One of my earliest cinematic memories is watching?The Miracle Worker?at school. In fact, we watched it for multiple years, to the disgust of my friends, while I found myself captivated by the determined insistence of Annie Sullivan to help Helen Keller learn to communicate. There was beauty there, back in the black and white narrative playing out on screen.
Now, as an adult, I can marvel at director Arthur Penn’s (Bonnie & Clyde, Night Moves) use of William Gibson’s screenplay, based on his own stage play. Here, it’s Anne Bancroft as Sullivan, a role for which she’d win an Academy Award for Best Actress, and Patty Duke as Keller, a role for which she’d win an Academy Award for Best Supporting Actress. [It would also be nominated for Best Screenplay, Best Director, and Best Costume Design- Black and White.] But awards or not, it tells a story about the power of love and perseverance.
Due to severe scarlet fever, Keller is deaf, blind, and mute, much to the consternation of her parents (Victor Jory and Inga Swenson), who call on the Perkins School of the Blind for help. When they send one of their own former students, Annie Sullivan, to the Keller home, it’s all-out battles of wills until Sullivan’s amazing breakthrough of all of Keller’s issues.
While some might have given up on Keller, or settled for some smaller victories along the way, Sullivan’s persistent, stubborn, unrelenting, passionate love (from someone who could understand more of Keller’s plight than others) proves to be the difference maker. It’s what makes the film so powerful, and inspires us to think more of what we could see and do if we’d open our eyes, and let real change happen.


Instructions to follow> Return the listing below unchanged, except that the pictures are dropped.

Start of Block

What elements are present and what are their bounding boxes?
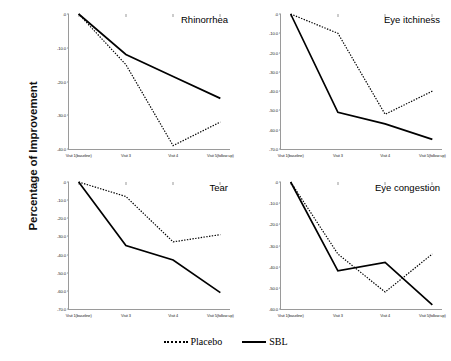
x-tick-label: Visit 3 xyxy=(333,313,343,318)
x-tick-label: Visit 1(baseline) xyxy=(278,313,304,318)
y-tick-label: -40.0 xyxy=(57,147,66,152)
y-tick-label: -60.0 xyxy=(269,307,278,312)
x-tick-label: Visit 5(follow up) xyxy=(419,313,446,318)
y-tick-label: -50.0 xyxy=(269,285,278,290)
series-line-sbl xyxy=(291,182,433,305)
x-tick-label: Visit 1(baseline) xyxy=(66,313,92,318)
y-tick-label: -50.0 xyxy=(57,270,66,275)
series-line-placebo xyxy=(291,14,433,114)
y-tick-label: -10.0 xyxy=(269,31,278,36)
y-tick-label: -20.0 xyxy=(269,50,278,55)
x-tick-label: Visit 5(follow up) xyxy=(419,153,446,158)
series-layer xyxy=(69,182,230,309)
solid-line-swatch-icon xyxy=(242,341,266,343)
x-tick-label: Visit 3 xyxy=(333,153,343,158)
series-line-placebo xyxy=(291,182,433,292)
panel-rhinorrhea: Rhinorrhea.0-10.0-20.0-30.0-40.0Visit 1(… xyxy=(28,6,234,176)
y-tick-label: -40.0 xyxy=(269,264,278,269)
x-tick-label: Visit 1(baseline) xyxy=(278,153,304,158)
figure-root: Percentage of Improvement Rhinorrhea.0-1… xyxy=(0,0,451,361)
y-tick-label: -40.0 xyxy=(57,252,66,257)
x-tick-label: Visit 3 xyxy=(121,153,131,158)
x-tick-label: Visit 5(follow up) xyxy=(207,313,234,318)
x-tick-label: Visit 4 xyxy=(380,153,390,158)
y-tick-label: -20.0 xyxy=(57,79,66,84)
x-tick-label: Visit 1(baseline) xyxy=(66,153,92,158)
series-line-placebo xyxy=(79,14,221,146)
legend: Placebo SBL xyxy=(0,336,451,347)
series-layer xyxy=(281,182,442,309)
y-tick-label: -60.0 xyxy=(57,288,66,293)
x-tick-label: Visit 5(follow up) xyxy=(207,153,234,158)
y-tick-label: -20.0 xyxy=(57,216,66,221)
y-tick-label: -30.0 xyxy=(269,243,278,248)
legend-item-sbl: SBL xyxy=(242,336,287,347)
y-tick-label: .0 xyxy=(63,180,66,185)
x-tick-label: Visit 4 xyxy=(168,153,178,158)
series-layer xyxy=(281,14,442,149)
x-tick-label: Visit 4 xyxy=(380,313,390,318)
y-tick-label: -70.0 xyxy=(269,147,278,152)
y-tick-label: -10.0 xyxy=(57,45,66,50)
panel-tear: Tear.0-10.0-20.0-30.0-40.0-50.0-60.0-70.… xyxy=(28,174,234,336)
dotted-line-swatch-icon xyxy=(164,341,188,343)
series-line-sbl xyxy=(79,14,221,98)
plot-area: .0-10.0-20.0-30.0-40.0-50.0-60.0Visit 1(… xyxy=(280,182,442,310)
y-tick-label: .0 xyxy=(63,12,66,17)
y-tick-label: -40.0 xyxy=(269,89,278,94)
y-tick-label: -10.0 xyxy=(57,198,66,203)
plot-area: .0-10.0-20.0-30.0-40.0Visit 1(baseline)V… xyxy=(68,14,230,150)
y-tick-label: -50.0 xyxy=(269,108,278,113)
y-tick-label: .0 xyxy=(275,12,278,17)
plot-area: .0-10.0-20.0-30.0-40.0-50.0-60.0-70.0Vis… xyxy=(68,182,230,310)
panel-eye-congestion: Eye congestion.0-10.0-20.0-30.0-40.0-50.… xyxy=(240,174,446,336)
y-tick-label: -60.0 xyxy=(269,127,278,132)
y-tick-label: -10.0 xyxy=(269,201,278,206)
series-layer xyxy=(69,14,230,149)
x-tick-label: Visit 3 xyxy=(121,313,131,318)
plot-area: .0-10.0-20.0-30.0-40.0-50.0-60.0-70.0Vis… xyxy=(280,14,442,150)
y-tick-label: -20.0 xyxy=(269,222,278,227)
panel-eye-itchiness: Eye itchiness.0-10.0-20.0-30.0-40.0-50.0… xyxy=(240,6,446,176)
legend-label-sbl: SBL xyxy=(269,336,287,347)
legend-label-placebo: Placebo xyxy=(191,336,223,347)
y-tick-label: -30.0 xyxy=(269,69,278,74)
legend-item-placebo: Placebo xyxy=(164,336,223,347)
panel-grid: Rhinorrhea.0-10.0-20.0-30.0-40.0Visit 1(… xyxy=(24,4,451,334)
y-tick-label: -30.0 xyxy=(57,113,66,118)
series-line-sbl xyxy=(291,14,433,139)
x-tick-label: Visit 4 xyxy=(168,313,178,318)
y-tick-label: .0 xyxy=(275,180,278,185)
y-tick-label: -30.0 xyxy=(57,234,66,239)
y-tick-label: -70.0 xyxy=(57,307,66,312)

End of Block

Problem solution>
What elements are present and what are their bounding boxes?
x-tick-label: Visit 3 xyxy=(333,313,343,318)
x-tick-label: Visit 1(baseline) xyxy=(278,313,304,318)
y-tick-label: -40.0 xyxy=(57,147,66,152)
y-tick-label: -60.0 xyxy=(269,307,278,312)
x-tick-label: Visit 5(follow up) xyxy=(419,313,446,318)
y-tick-label: -50.0 xyxy=(269,285,278,290)
series-line-sbl xyxy=(291,182,433,305)
x-tick-label: Visit 1(baseline) xyxy=(66,313,92,318)
y-tick-label: -50.0 xyxy=(57,270,66,275)
series-line-placebo xyxy=(291,14,433,114)
y-tick-label: -10.0 xyxy=(269,31,278,36)
y-tick-label: -20.0 xyxy=(269,50,278,55)
x-tick-label: Visit 5(follow up) xyxy=(419,153,446,158)
series-layer xyxy=(69,182,230,309)
solid-line-swatch-icon xyxy=(242,341,266,343)
x-tick-label: Visit 3 xyxy=(333,153,343,158)
series-line-placebo xyxy=(291,182,433,292)
panel-rhinorrhea: Rhinorrhea.0-10.0-20.0-30.0-40.0Visit 1(… xyxy=(28,6,234,176)
y-tick-label: -40.0 xyxy=(269,264,278,269)
x-tick-label: Visit 1(baseline) xyxy=(278,153,304,158)
figure-root: Percentage of Improvement Rhinorrhea.0-1… xyxy=(0,0,451,361)
y-tick-label: -40.0 xyxy=(57,252,66,257)
x-tick-label: Visit 3 xyxy=(121,153,131,158)
x-tick-label: Visit 5(follow up) xyxy=(207,313,234,318)
x-tick-label: Visit 4 xyxy=(380,153,390,158)
y-tick-label: -20.0 xyxy=(57,79,66,84)
x-tick-label: Visit 1(baseline) xyxy=(66,153,92,158)
series-line-placebo xyxy=(79,14,221,146)
legend: Placebo SBL xyxy=(0,336,451,347)
series-layer xyxy=(281,182,442,309)
y-tick-label: -60.0 xyxy=(57,288,66,293)
x-tick-label: Visit 5(follow up) xyxy=(207,153,234,158)
y-tick-label: -20.0 xyxy=(57,216,66,221)
y-tick-label: -30.0 xyxy=(269,243,278,248)
legend-item-sbl: SBL xyxy=(242,336,287,347)
y-tick-label: .0 xyxy=(63,180,66,185)
x-tick-label: Visit 4 xyxy=(168,153,178,158)
series-layer xyxy=(281,14,442,149)
x-tick-label: Visit 4 xyxy=(380,313,390,318)
y-tick-label: -70.0 xyxy=(269,147,278,152)
y-tick-label: -10.0 xyxy=(57,45,66,50)
panel-tear: Tear.0-10.0-20.0-30.0-40.0-50.0-60.0-70.… xyxy=(28,174,234,336)
dotted-line-swatch-icon xyxy=(164,341,188,343)
series-line-sbl xyxy=(79,14,221,98)
plot-area: .0-10.0-20.0-30.0-40.0-50.0-60.0Visit 1(… xyxy=(280,182,442,310)
y-tick-label: .0 xyxy=(63,12,66,17)
y-tick-label: -40.0 xyxy=(269,89,278,94)
y-tick-label: -10.0 xyxy=(57,198,66,203)
plot-area: .0-10.0-20.0-30.0-40.0Visit 1(baseline)V… xyxy=(68,14,230,150)
y-tick-label: -50.0 xyxy=(269,108,278,113)
y-tick-label: .0 xyxy=(275,12,278,17)
plot-area: .0-10.0-20.0-30.0-40.0-50.0-60.0-70.0Vis… xyxy=(68,182,230,310)
panel-eye-congestion: Eye congestion.0-10.0-20.0-30.0-40.0-50.… xyxy=(240,174,446,336)
y-tick-label: -60.0 xyxy=(269,127,278,132)
y-tick-label: -10.0 xyxy=(269,201,278,206)
series-layer xyxy=(69,14,230,149)
x-tick-label: Visit 3 xyxy=(121,313,131,318)
plot-area: .0-10.0-20.0-30.0-40.0-50.0-60.0-70.0Vis… xyxy=(280,14,442,150)
y-tick-label: -20.0 xyxy=(269,222,278,227)
panel-eye-itchiness: Eye itchiness.0-10.0-20.0-30.0-40.0-50.0… xyxy=(240,6,446,176)
legend-label-sbl: SBL xyxy=(269,336,287,347)
legend-label-placebo: Placebo xyxy=(191,336,223,347)
y-tick-label: -30.0 xyxy=(269,69,278,74)
legend-item-placebo: Placebo xyxy=(164,336,223,347)
panel-grid: Rhinorrhea.0-10.0-20.0-30.0-40.0Visit 1(… xyxy=(24,4,451,334)
y-tick-label: -30.0 xyxy=(57,113,66,118)
series-line-sbl xyxy=(291,14,433,139)
x-tick-label: Visit 4 xyxy=(168,313,178,318)
y-tick-label: .0 xyxy=(275,180,278,185)
y-tick-label: -30.0 xyxy=(57,234,66,239)
y-tick-label: -70.0 xyxy=(57,307,66,312)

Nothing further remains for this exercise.